Vivian Cook: Educator and Activist

In 1938 Mrs Vivian E. Cook served on the African-American subcommittee of the Baltimore Museum of Art’s Committee of the City. In her feedback to the institution she emphasized an educational role for the museum and made suggestions to help it achieve its outreach goals. 

In 1938 Mrs Vivian E. Cook served on the African-American subcommittee of the Baltimore Museum of Art’s Committee of the City. In her feedback to the institution she emphasized an educational role for the museum and made suggestions to help it achieve its outreach goals. BMA_Archives_ReportofNegroCityCommitteeOf all the members of the BMA committee, Vivian Cook was undoubtedly the one who would be the most engaged with the museum in the long-term, principally in her role as Director of the Art Committee for the Cooperative Women’s Civic League.

Born Vivian Elma Johnson in Collierville, Tennessee, in 1889, Vivian Cook earned degrees at Howard University in 1912 and Columbia University in 1917. She moved to Baltimore in the 1920s, where her day job was as a teacher, vice-principal, and then principal at various schools in Baltimore, including Douglass High School, Booker T. Washington High School, Dunbar Junior-Senior High School, Harvey Johnson Junior High School. She joined the faculty of Morgan State College in 1956.
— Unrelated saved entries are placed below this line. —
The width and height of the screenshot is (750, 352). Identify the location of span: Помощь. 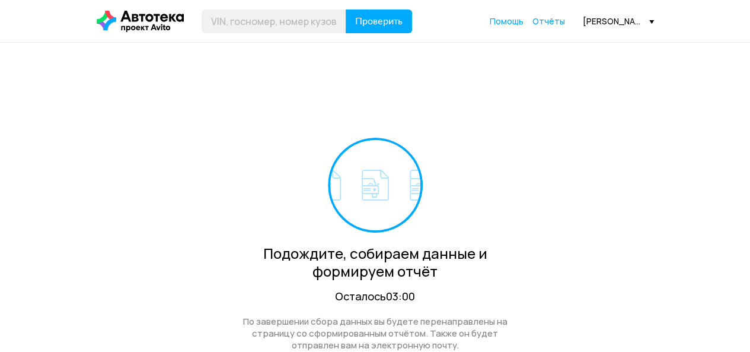
(506, 21).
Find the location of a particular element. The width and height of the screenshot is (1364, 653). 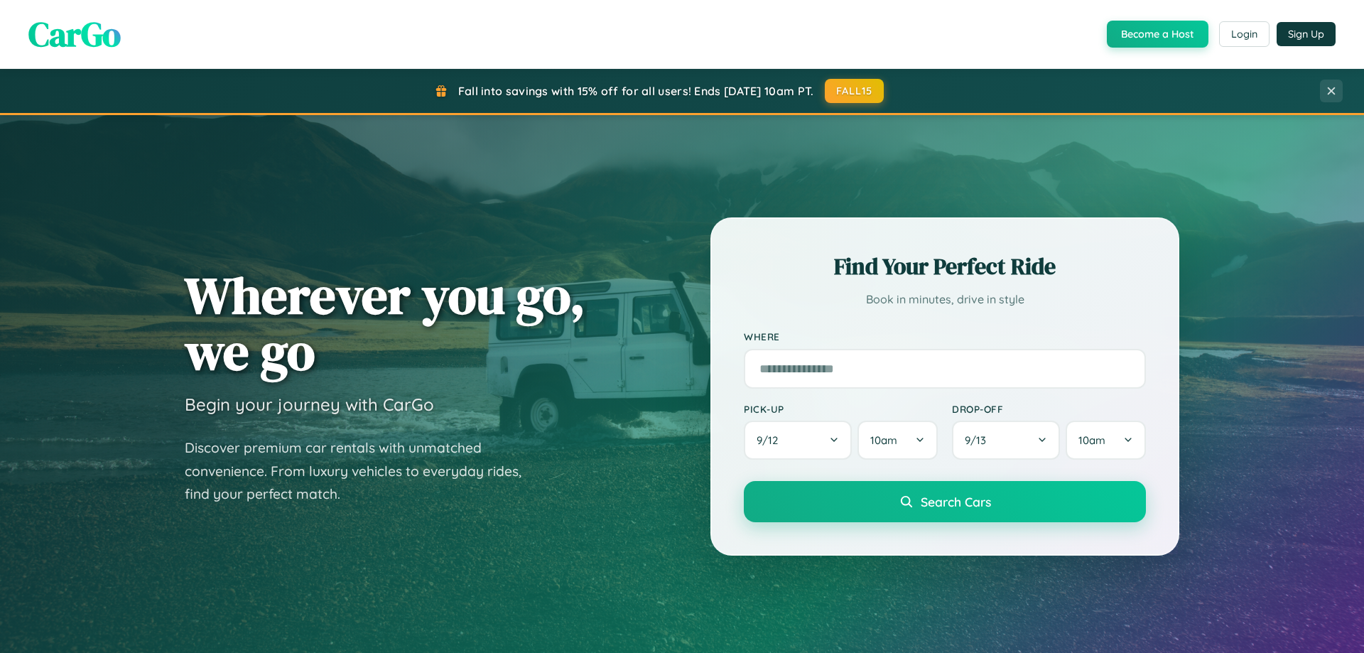

button: FALL15 is located at coordinates (854, 91).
In her work, life and advocacy, Cook always emphasized the value of higher education. Her ensuing career path as a teacher and principal shows that the example of her instructors at the historically black Howard University took hold. While Cook was not a curator in the 1939 show – being neither a BMA employee nor a person with former curatorial experience – the show must have impressed her greatly. Throughout the 1940s Vivian Cook collaborated with Adelyn Breeskin (who would become the Director of the BMA) on projects and acquisitions emphasizing African-American artists. The fact that Cook was involved with the BMA for so long signals that Contemporary Negro Art met her standards as an educator and advocate for black arts. As Cook’s main point of contact within the museum, Breeskin as an individual would have had a large impact on Vivian’s decision to continue supporting the institution. But Vivian Cook’s own initiative – spurred on by encouragement in the form of the 1939 show – is what fostered their mutually respectful and collaborative relationship .

Sources

All from the Baltimore Museum of Art Archives

Breeskin, Adelyn. Letter to Vivian Cook. 11 April 1946.
Breeskin, Adelyn. Letter to Vivian Cook. 12 July 1946.
Brinkman, Dorothea. Letter to Vivian Cook. 17 October 1945.
Cook, Vivian. Letter to Adelyn Breeskin. 27 March 1946.
Cook, Vivian. Letter to Adelyn Breeskin. 21 October 1946.
Cook, Vivian. Letter to Adelyn Breeskin. 24 November 1948.
Cook, Vivian. Letter to James W. Foster. 27 January 1948.
Cooperative Women’s Civic League. The Art Committee Cooperative Women’s Civic League holds its Third Exhibition of Art.  Cooperative Women’s Civic League, 1940.
Moore, Geo. W. “Southern Field Notes.” The American Missionary, vol. 56, 1902.